The Guild, according to Davis, isn’t the first urban volunteer repair outfit; there are similar groups in New York, Seattle, Boston and San Francisco. And the Fixers Guild isn’t Davis’ first volunteer rodeo. Davis and co-founder Holly Logan are both members of Sustainable 19125 & 19134, a Fishtown-based organization that organizes events focusing on environmental consciousness and helping  neighbors with “green actions” to help eliminate needless waste.  

Always on the lookout for new sustainable programs, Davis says he saw reports of “repair cafes” in other cities starting back as far as 2007.

“We were sure that there was an organization like that in Philly already, because it was such a great idea and Philly’s a pretty progressive city nowadays,” Davis says.

Davis, who has been in Philly for about 12 years, says he and Logan, who works at Temple, hunted around the city for a similar group, but to no avail. So they started their own, holding a first event in 2014; events have been held at a variety of venues, from the Sculpture Gym in Fishtown to Memphis Street Academy.

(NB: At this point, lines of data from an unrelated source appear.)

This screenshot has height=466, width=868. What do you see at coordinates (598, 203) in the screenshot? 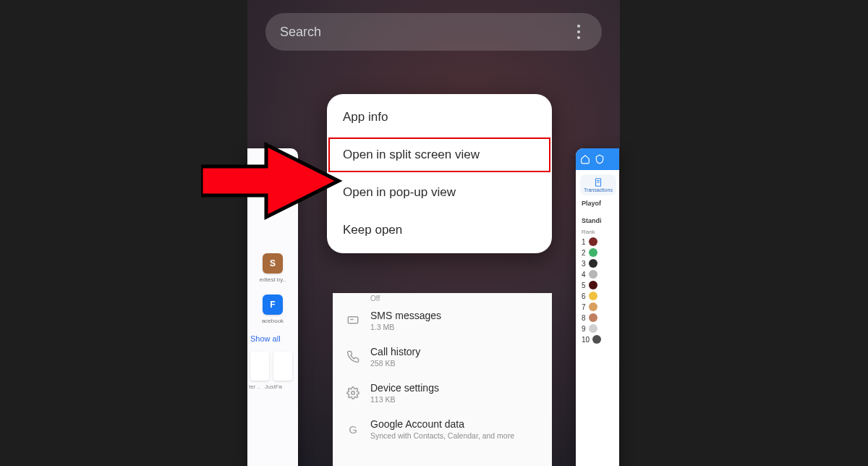
I see `headline: Playof` at bounding box center [598, 203].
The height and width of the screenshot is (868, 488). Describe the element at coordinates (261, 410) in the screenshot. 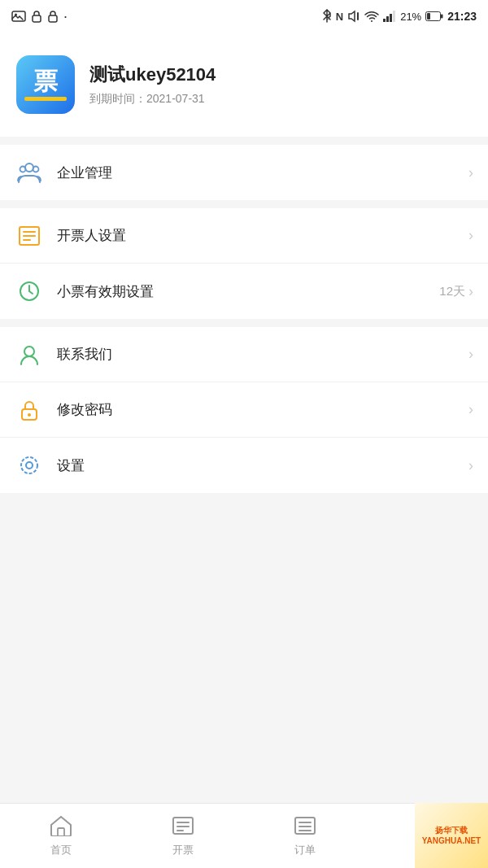

I see `password-label: 修改密码` at that location.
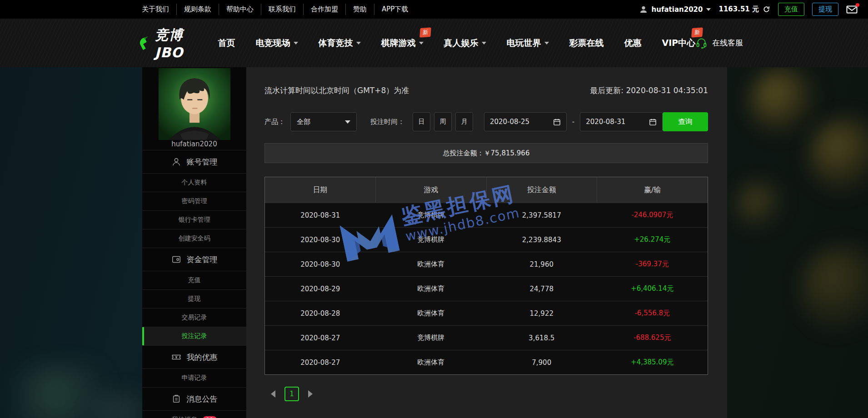 The width and height of the screenshot is (868, 418). I want to click on nav-item: 新 棋牌游戏, so click(403, 43).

Davis himself is no slouch of a repairman. “I had a father who was mechanically-inclined, and we had a small boat that we made repairs to when I was a kid, and my grandfather owned a small hardware shop in southern California for 40 or 50 years, and I would work there in the summers,” he says. He learned by doing while working for his grandfather, fixing everything from dishwashers to vacuum cleaners to kitchen pipes.

Still, at the fairs, he doesn’t do much of the actual fixing. “Holly and I are usually busy signing people in and getting people epoxy and thermal fuses, and making sure everything is running smoothly,” he says.

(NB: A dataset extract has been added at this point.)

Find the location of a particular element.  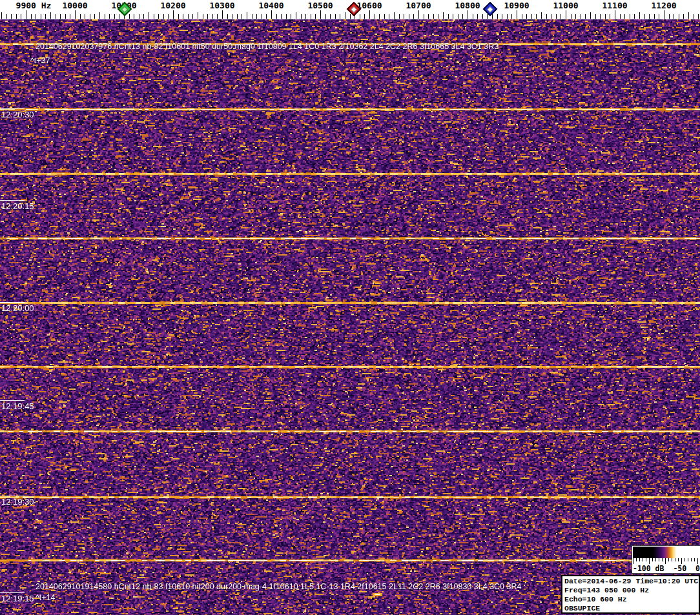

time-label: 12:20:30 is located at coordinates (18, 115).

Roughly 85 people have called Davis asking to be volunteer fixers, and Davis says early repair fairs drew up to 110 people. Davis says roughly 50 percent of those who attend the repair fairs go home with fixes.

The kind of kind of hands-on ethos Davis learned working for his grandfather is reflected in the Fixers Guild’s work. See, they don’t just have their volunteer repair people reassemble your broken junk. No, that’d be far too easy. Instead they supervise you while you take apart your busted mandolin or old Super Nintendo, and coach you along.

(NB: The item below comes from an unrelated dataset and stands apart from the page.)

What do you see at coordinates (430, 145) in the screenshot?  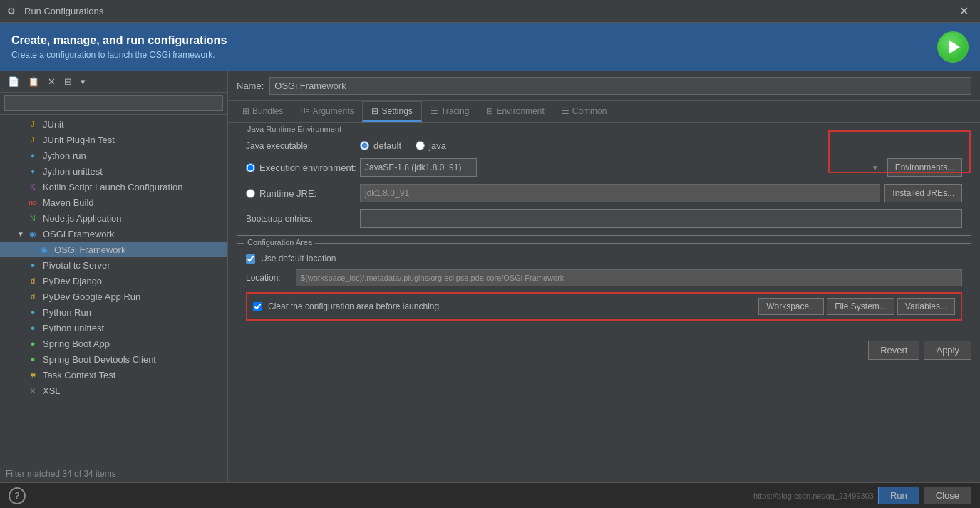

“When a guest shows up to a repair fair event, we try to get them to make the repair themselves,” says Davis. “We hand them the screwdriver, tell them to take the screws out of the back of that clock radio and say, ‘Okay, now let’s see what’s going on in there.’ Once they do that it really breaks the ice, and shows them that things aren’t immediately disposable.”

“The goal of the repair fair is to have the guest sit with the fixer and walk through a repair to learn something” adds Logan.

Davis may be crazy handy, but he says that he himself has learned from the events. “We’ve had a number of different fixers that specialize in things like vacuum-tube driven amplifier things from 40 or 50 years ago,” says Davis. “I had always kind of understood how those things worked, but there’s a lot of intricacies that go into making them work properly. Through that I’ve learned a bit about electronics.”

Roughly 85 people have called Davis  asking to be volunteer fixers, and Davis says early repair fairs drew up to 110 people. As of now, they draw around 50 per event, with 15 volunteer fixers. The Guild’s most recent repair fair was held on October 22 at Greensgrow Farm in North Philadelphia; they currently host four repair fair events per year. Davis says roughly 50 percent of those who attend the repair fairs go home with fixes.

According to Logan and Davis, the crowd at repair fairs is considerably mixed, drawing guests from North Philly to South Jersey to Maryland. After all, if there’s any cultural universal at all it’s a wobbly desk chair, right? And if, along the way, they learn a little something about being green, all the better.

“Generally, we’re really trying to educate folks in the community to prevent waste,” says Logan. “The inherent goal is more environmental consciousness. We’re also trying to equip people with a better understanding of how their items work.”

The Fixers Guild plans to hold their next event at Fishtown’s PlayArts in late January or early February.